You ALWAYS have terrain you can kill people with in Bulletstorm.  Ranging from the conveniently explosive trash incinerators to the giant cacti to holes in half-collapsed buildings that should never stay up (and almost never survive your destructive passing), the game offers a murderous smorgasbord of options with a side of good old dick-shooting, if you feel like it.  I never got to freeze anyone under a lake, admittedly, but you can't have everything.  I'd expect a freeze ray of some sort in Bulletstorm 2, if I thought there was going to be one.

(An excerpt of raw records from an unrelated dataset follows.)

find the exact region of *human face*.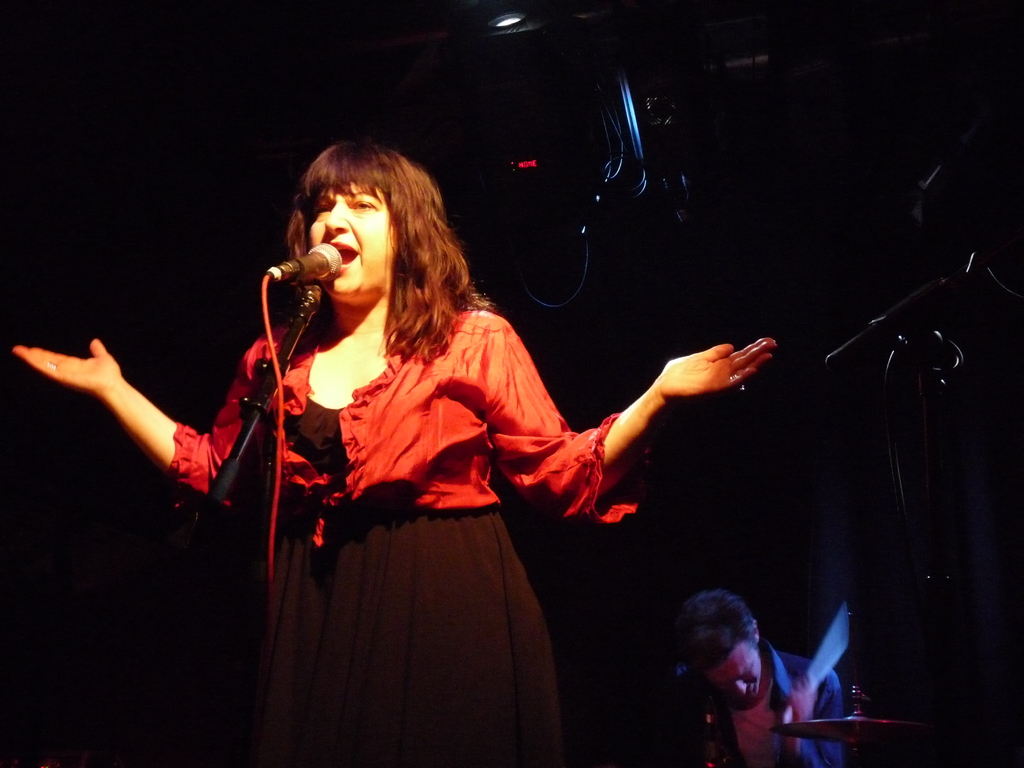
Exact region: 705/644/758/696.
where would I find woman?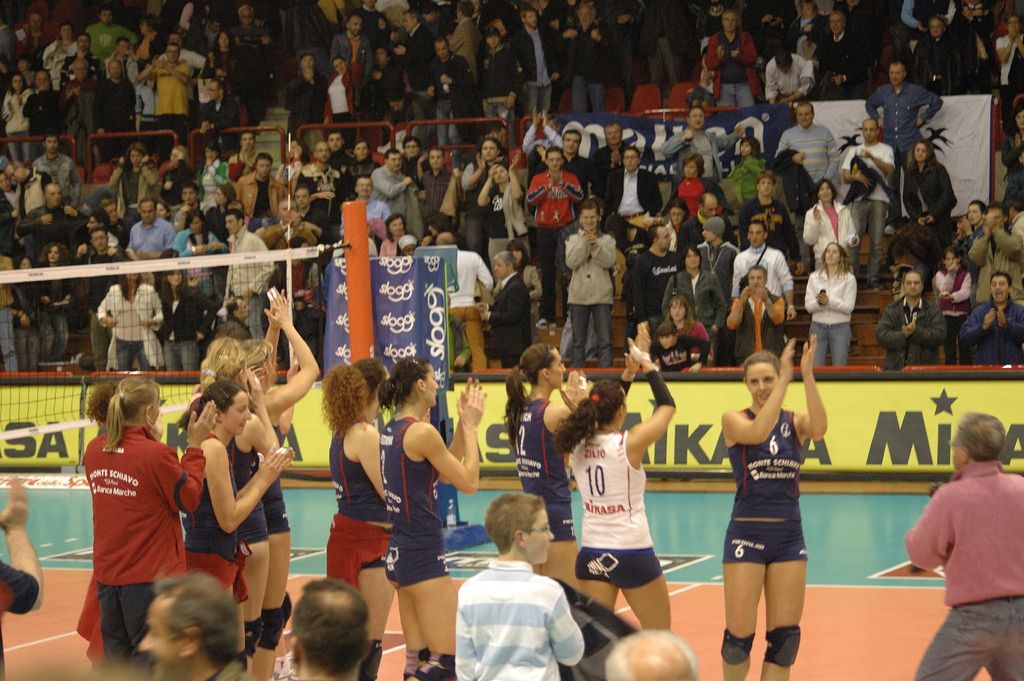
At Rect(1003, 111, 1023, 208).
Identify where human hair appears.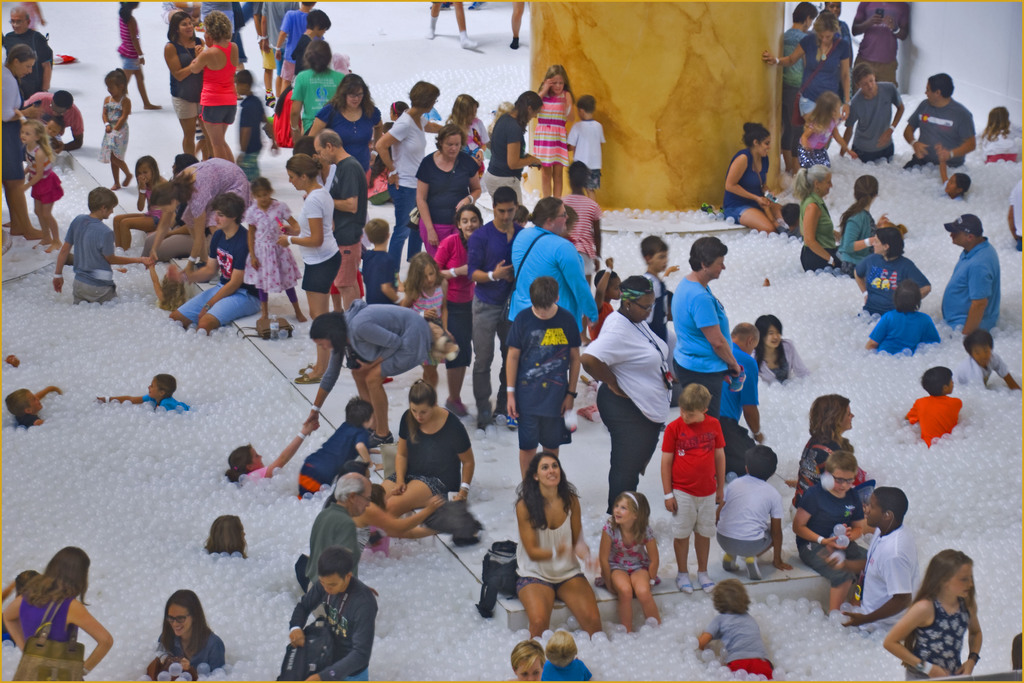
Appears at pyautogui.locateOnScreen(249, 173, 269, 194).
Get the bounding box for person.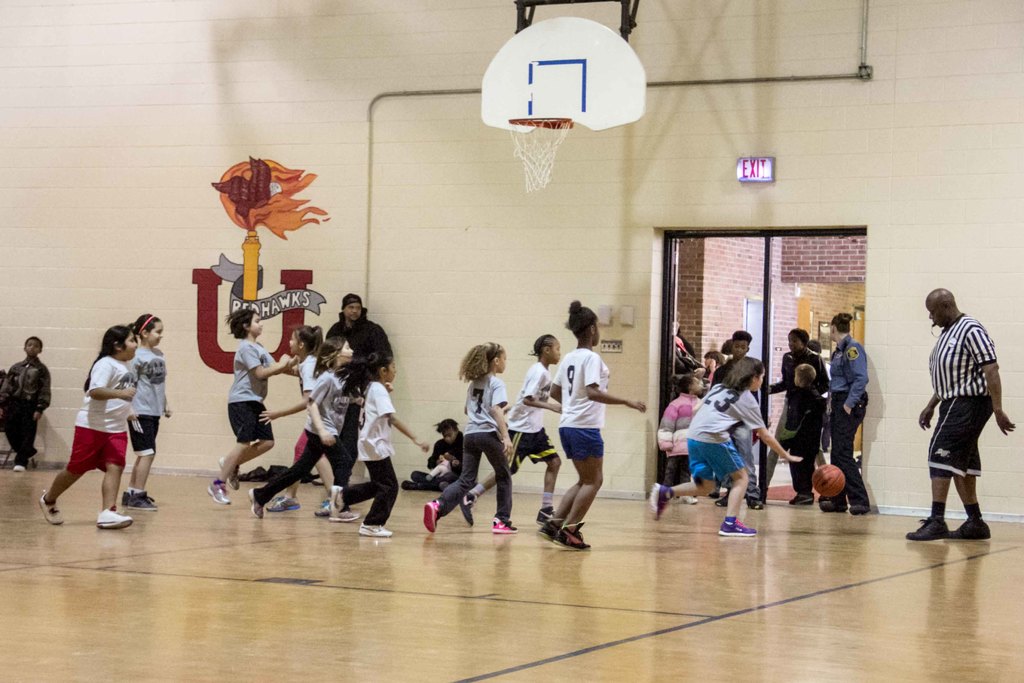
left=212, top=299, right=307, bottom=513.
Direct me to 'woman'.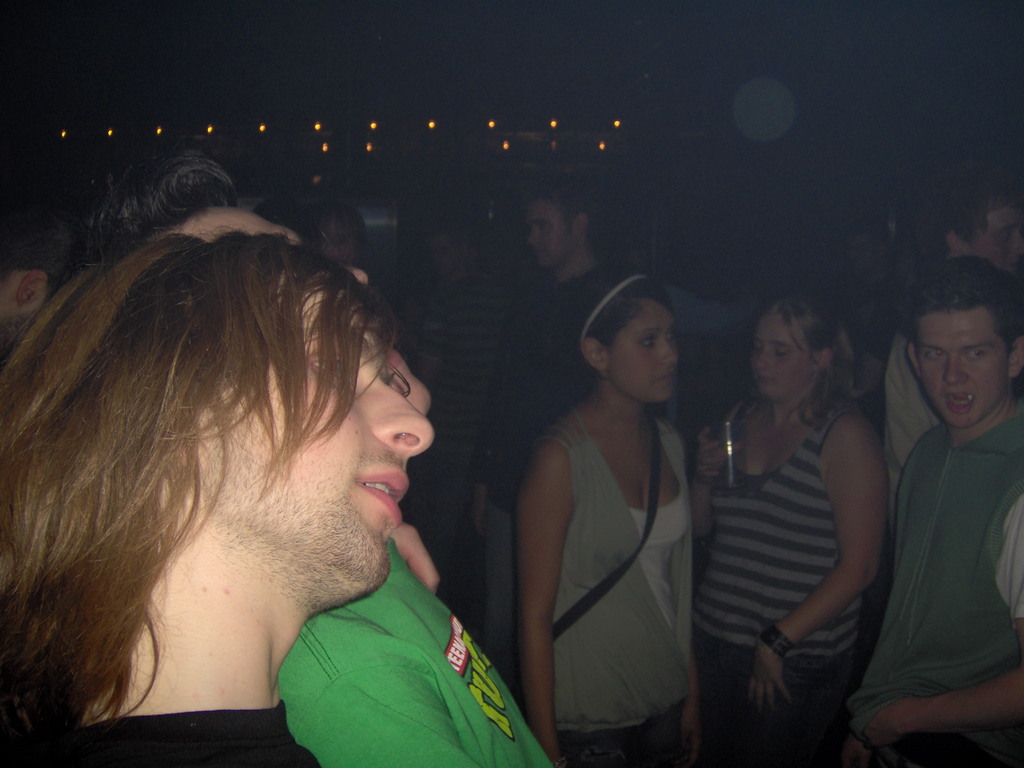
Direction: [689,260,915,766].
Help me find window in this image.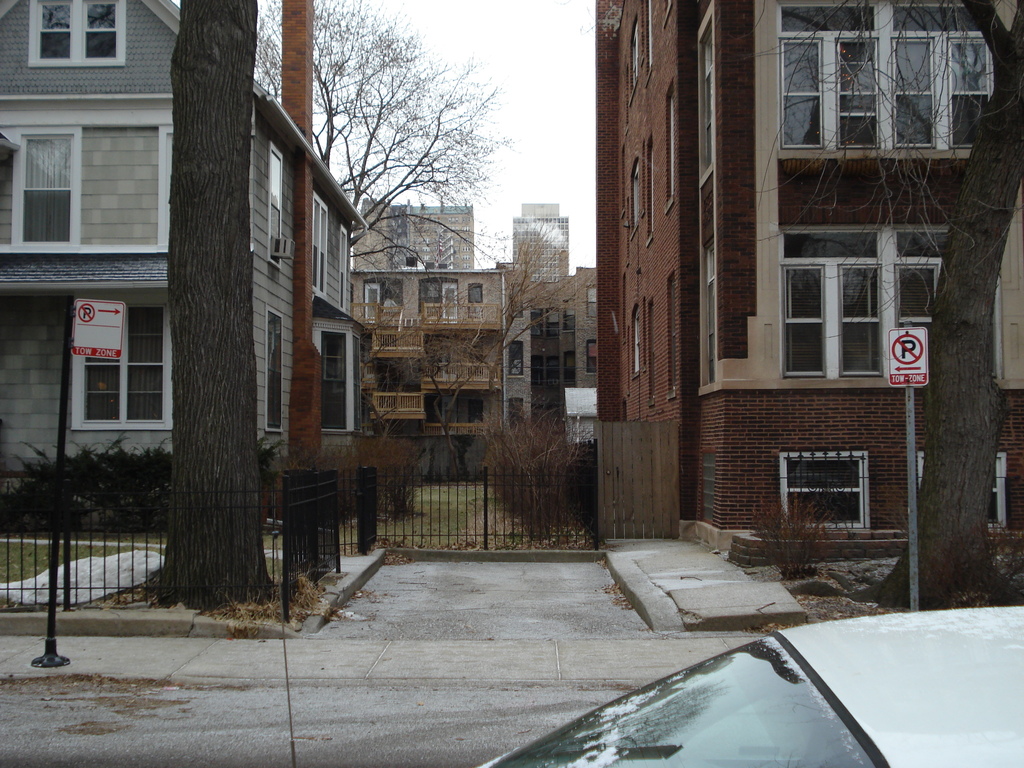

The characters fit the setting, and the VAs were all top-notch.  Steve Blum is always on his game, but he nonetheless whacked the role of Grayson Hunt out of the park, and I can't think of anyone who could do a better Trishka Novak than Jennifer Hale.  Andrew Kishino made a good straight-man to the other leads in Ishi Sato, the murderous man-machine.  In terms of dialogue, the profanity was as obscenely creative as the violence, with writers making up disgusting new kennings (or sometimes just profane nonsense phrases) for any and every situation that the VAs delivered with palpable glee.  Though subtler, the Newsbots and occasional propaganda material gave us a glimpse into the parodically decadent, rotting culture that brought on the catastrophe that is Elysium.

The plot was serviceable - it wasn't the main attraction, but it provided sufficient motive for the main characters' actions, and despite one glaring oddity at the end, it was fairly tight.  Chekov's Gun was always fired if introduced.  It was usually fired into an unsuspecting enemy to launch him off a cliff, into a rotary fan, or just into a giant, spiked cactus.  But it was always fired.

In the end, while this wasn't as great a game as a Mass Effect 2 or as repeatably playable as a Left 4 Dead/2, it was a kick to play.  And said kick often threw an enemy off a cliff, which is always a plus for video games in my book.